> **YOUR OBJECTIVE**
Copy out only the lines running from the one that contains "Identify the location of metnet-app-icon." through the end of the listing. Pictures stay out.

=== SOURCE INFORMATION ===

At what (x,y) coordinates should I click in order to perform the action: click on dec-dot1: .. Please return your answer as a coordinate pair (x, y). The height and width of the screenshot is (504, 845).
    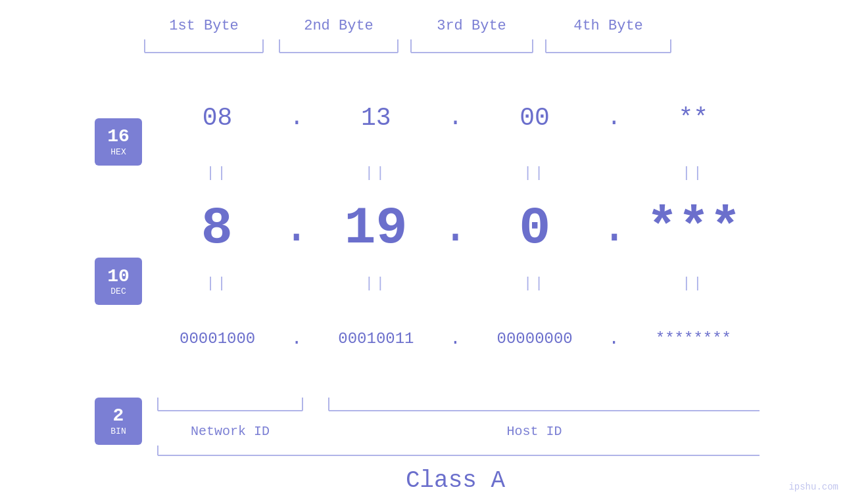
    Looking at the image, I should click on (297, 229).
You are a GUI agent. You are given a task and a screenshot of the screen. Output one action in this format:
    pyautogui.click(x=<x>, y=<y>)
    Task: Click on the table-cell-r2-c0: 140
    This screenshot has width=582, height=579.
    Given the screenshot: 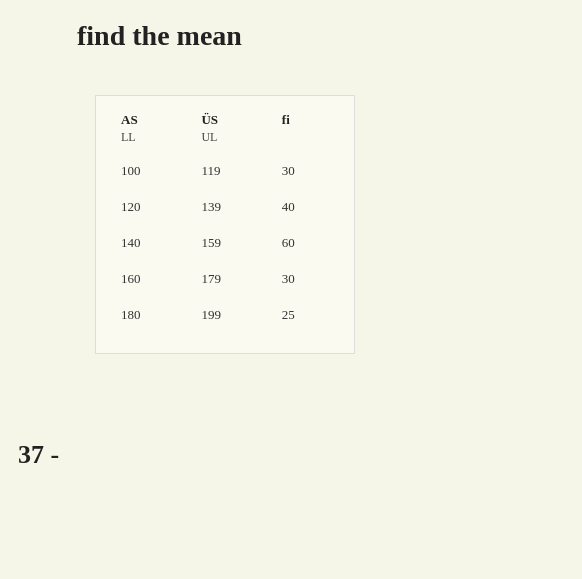 What is the action you would take?
    pyautogui.click(x=151, y=243)
    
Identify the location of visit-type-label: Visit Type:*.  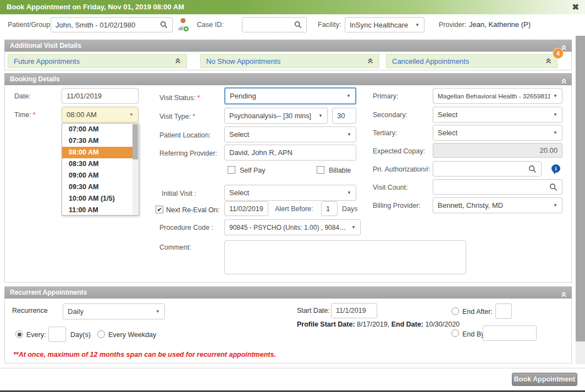
(177, 117).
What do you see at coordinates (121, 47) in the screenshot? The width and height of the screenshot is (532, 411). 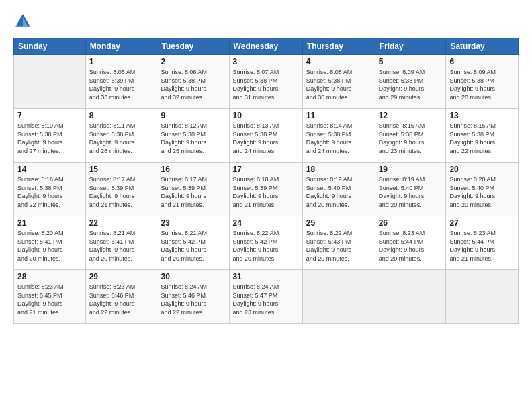 I see `weekday-header-cell: Monday` at bounding box center [121, 47].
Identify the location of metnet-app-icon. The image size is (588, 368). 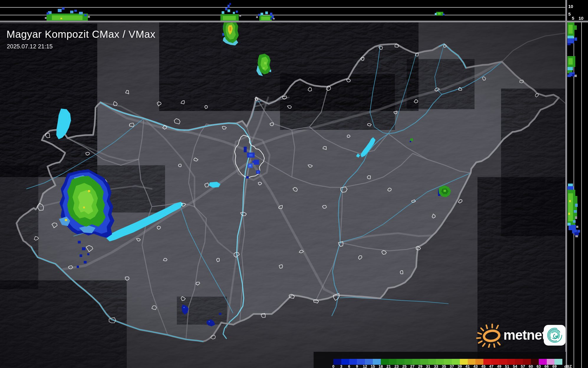
(555, 336).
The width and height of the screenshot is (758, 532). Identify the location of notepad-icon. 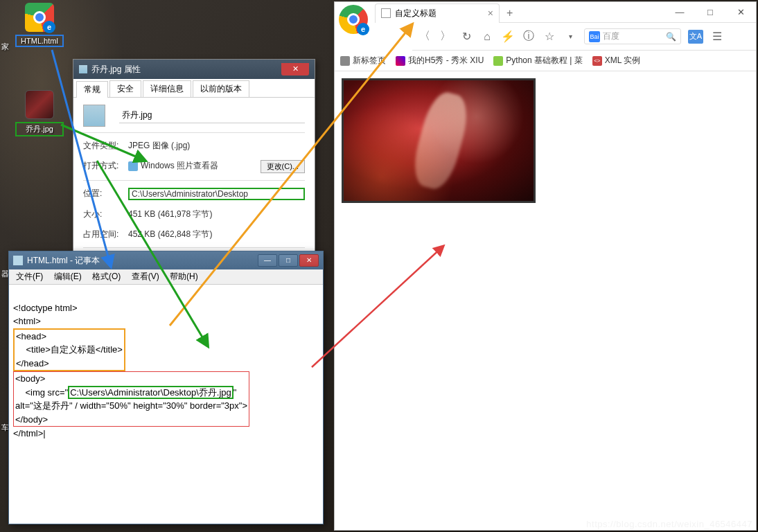
(18, 260).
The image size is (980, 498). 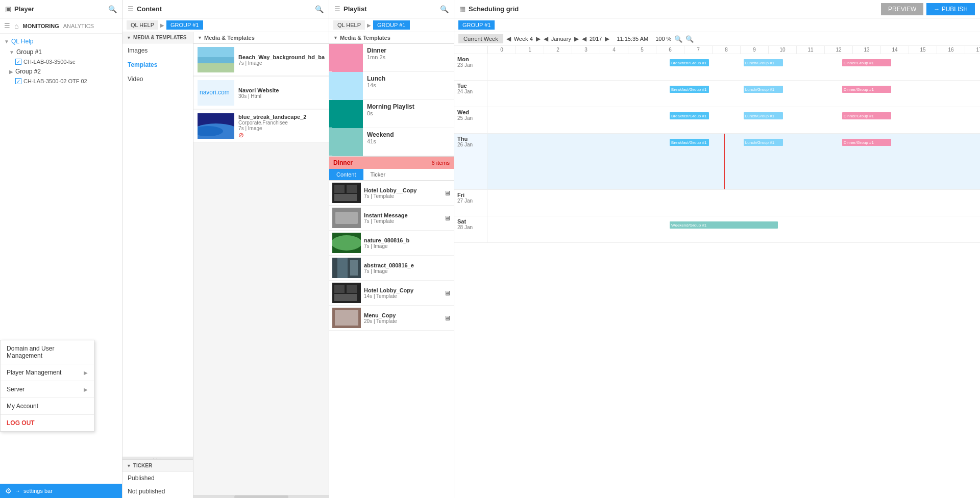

===

> **YOUR SOLUTION**
Identify the location of metnet-app-icon. The image size is (588, 368). 
(555, 336).
The width and height of the screenshot is (758, 532). Identify the location of notepad-icon. 
(18, 260).
The image size is (980, 498). 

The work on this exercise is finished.